Centralized Control Is Not Centralized Control Plane
Every other week I stumble upon a high-level SDN article that repeats the misleading SDN is centralized control plane mantra (often copied verbatim from the Wikipedia article on SDN, sometimes forgetting to quote the source).
Yesterday, I had enough and decided to respond.
Would everyone please get the terminology right? Central controller (or centralized visibility or central policy engine) is not centralized control plane.
Control plane in network devices (or distributed systems) is a well-defined concept that implements not only routing protocols (as is commonly understood), but also real-time protocols like spanning tree BPDU, LACP, link failure detection mechanisms like BFD and UDLD and even host-to-network protocols like ARP. More details in:
- Management, Control and Data Planes in Network Devices and Systems
- What Exactly Is the Control Plane?
- Control Plane in OpenFlow Networks
- Implementing Control-Plane Protocols with OpenFlow
The former makes perfect sense, particularly when combined with business-as-usual distributed forwarding to augment its behavior, the latter makes absolutely no sense in real world, no matter what its proponents claim.
Centralized control, be it configuration or policy management, traffic engineering or exception routing (aka PBR) significantly simplifies hard-to-solve problems that benefit from centralized visibility. Controller-based networks (or orchestration systems if you prefer that terminology) have a bright future. They also have a long history – there are numerous home grown or commercial products that implemented some variant of centralized control for decades (example: Cariden MATE or service provisioning systems).
Centralized control plane (implementing a reasonably complete set of control-plane protocols, including host-to-network protocols and fast failure discovery) cannot scale, as every implementer of a commercial OpenFlow-based product had to admit sooner or later. Let me just list a few examples:
- NEC pushed the envelope the furthest with their ProgrammableFlow controller, but only because they decided not to implement most control-plane protocols;
- Nicira was using OpenFlow in their Network Virtualization Platform (NVP), but deviated from it the moment they had to implement layer-3 forwarding and ARP. Subsequent Linux networking software from the Nicira team (Open Virtual Networking) used a combination of centralized policy and forwarding information distribution with local intelligence (on-host agent);
- Big Switch Networks got a scalable product only when they deviated from the pure concepts of OpenFlow and centralized control plane, and implemented control-plane protocols locally;
- HP decided to use OpenFlow to augment traditional distributed forwarding, not replace it, because (in their own words) that’s the only architecture that makes sense;
- Even Google (in its OpenFlow-based WAN network) used centralized control plane within a single WAN edge node (a tightly-coupled leaf-and-spine fabric), while relying on traditional routing protocols between WAN edge nodes.
At this point it’s worth noting that all traditional centralized networks (Frame Relay, SDH/SONET, even SNA) always contained some local intelligence, because that’s the only approach that scales.
Further Reading
- Is Controller-Based Networking More Reliable than Traditional Networking?
- Control and Data Plane Separation – Three Years Later
- What Exactly Is SDN – and Does It Make Sense?
- The Four Paths to SDN
- OpenFlow Fabric Controllers Are Light-Years Away From Wireless Ones
Product-specific blog posts:
- Big Cloud Fabric: Scaling an OpenFlow Fabric
- Layer-2 and Layer-3 Switching in VMware NSX
- There’s a Difference Between Scaling and not Being Stupid
- OpenFlow in HP Campus Solutions
- OpenFlow @ Google: Brilliant but not Revolutionary
You might also want to explore my other SDN- and OpenFlow-related blog posts.
For even more details, explore my SDN webinars and other SDN resources:
- Start with the free Introduction to SDN pack;
- Explore SDN architectures and their scalability challenges;
- Find out all the details of the OpenFlow protocol;
- Get 20+ hours of SDN and network automation content with Advanced SDN training.
http://www.ittc.ku.edu/~fli/eecs712S15/read/SDN%20survey.pdf
-bgolab
https://www.coursera.org/course/sdn1
We're just running around centralizing willy nilly. We need to sit for a spell and think about what it is we're trying to do, and why.
Russ, what's your take on SD-WAN? Would you call that SDN or simply programmable network.
As for "do we have a single gigantic policy which gets pushed down" - smart implementations don't do that, but figure out what needs to be pushed down into each element, and only push down the absolute minimum of rules.
http://blog.ipspace.net/2013/03/controller-based-packet-forwarding-in.html
(Note to self: use Google before pressing the "Publish" button, not afterwards).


● **TASK OBJECTIVE**
Each line of the records that follow must come back exactly, with pictures skipped.

Collected data entries:
※
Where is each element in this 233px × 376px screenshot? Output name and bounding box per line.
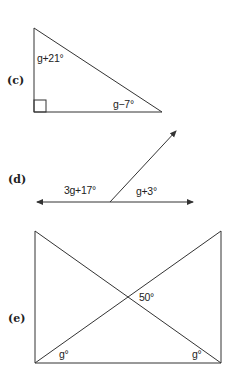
- angle-right-label: g+3°: [136, 185, 157, 197]
- right-triangle: [34, 28, 162, 112]
- part-d-label: (d): [8, 173, 26, 186]
- angle-left-label: 3g+17°: [64, 184, 96, 196]
- part-e: (e) 50° g° g°: [8, 231, 221, 363]
- angle-bottom-right-label: g°: [192, 348, 202, 360]
- angle-intersection-label: 50°: [139, 291, 154, 303]
- part-e-label: (e): [8, 312, 25, 325]
- right-angle-marker: [34, 100, 46, 112]
- geometry-diagram: (c) g+21° g−7° (d) 3g+17° g+3° (e) 50° g…: [0, 0, 233, 376]
- angle-bottom-right-label: g−7°: [113, 98, 134, 110]
- angle-bottom-left-label: g°: [59, 348, 69, 360]
- part-d: (d) 3g+17° g+3°: [8, 131, 193, 202]
- angle-top-label: g+21°: [37, 52, 63, 64]
- part-c-label: (c): [7, 74, 24, 87]
- part-c: (c) g+21° g−7°: [7, 28, 162, 112]
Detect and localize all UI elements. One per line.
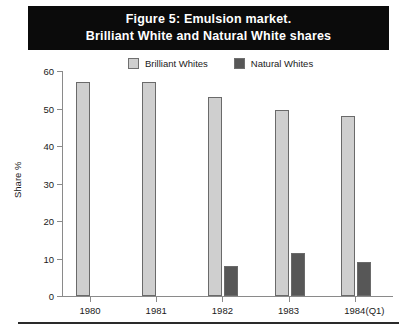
※
● **RESPONSE BOX**
Where is each element in this 233px × 376px screenshot? Output name and bounding box per line.
- angle-right-label: g+3°: [136, 185, 157, 197]
- right-triangle: [34, 28, 162, 112]
- part-d-label: (d): [8, 173, 26, 186]
- angle-left-label: 3g+17°: [64, 184, 96, 196]
- part-e: (e) 50° g° g°: [8, 231, 221, 363]
- angle-bottom-right-label: g°: [192, 348, 202, 360]
- angle-intersection-label: 50°: [139, 291, 154, 303]
- part-e-label: (e): [8, 312, 25, 325]
- right-angle-marker: [34, 100, 46, 112]
- geometry-diagram: (c) g+21° g−7° (d) 3g+17° g+3° (e) 50° g…: [0, 0, 233, 376]
- angle-bottom-right-label: g−7°: [113, 98, 134, 110]
- angle-bottom-left-label: g°: [59, 348, 69, 360]
- part-d: (d) 3g+17° g+3°: [8, 131, 193, 202]
- angle-top-label: g+21°: [37, 52, 63, 64]
- part-c-label: (c): [7, 74, 24, 87]
- part-c: (c) g+21° g−7°: [7, 28, 162, 112]
Detect and localize all UI elements. One per line.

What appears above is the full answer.